# [Exercise instructions]
Every entry is to be restated exactly; pictures are not part of the copy.

# [Stored items]
^^^^^^^^

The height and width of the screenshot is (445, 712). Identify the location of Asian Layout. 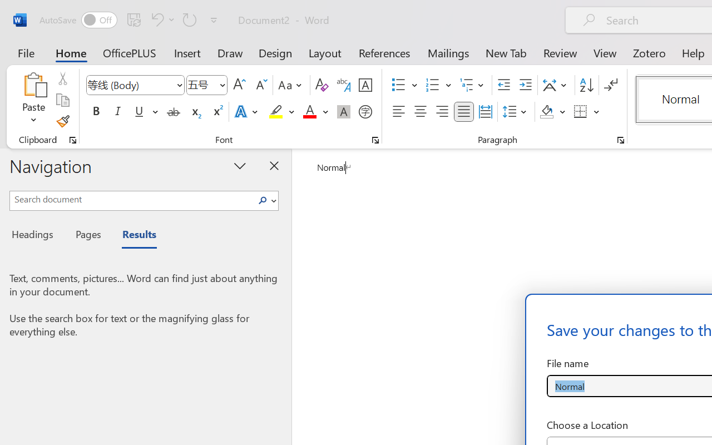
(556, 85).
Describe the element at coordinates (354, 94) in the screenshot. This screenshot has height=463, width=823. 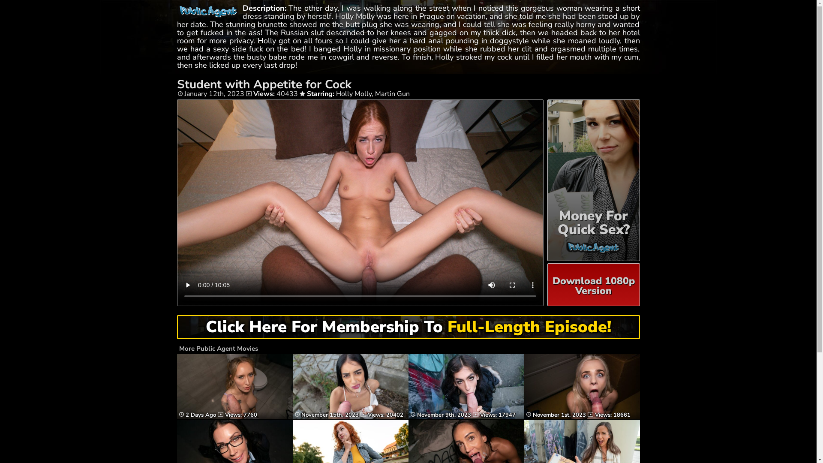
I see `Holly Molly` at that location.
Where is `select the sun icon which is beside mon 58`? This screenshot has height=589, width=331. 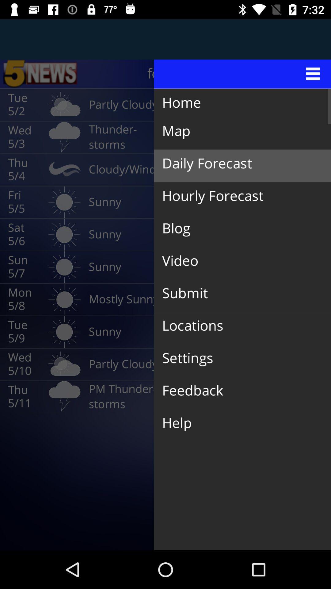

^^^^^^^^

# [Response below]
The height and width of the screenshot is (445, 712). Identify the location of Asian Layout. 
(556, 85).
Describe the element at coordinates (354, 94) in the screenshot. This screenshot has height=463, width=823. 
I see `Holly Molly` at that location.
Where is `select the sun icon which is beside mon 58`? This screenshot has height=589, width=331. 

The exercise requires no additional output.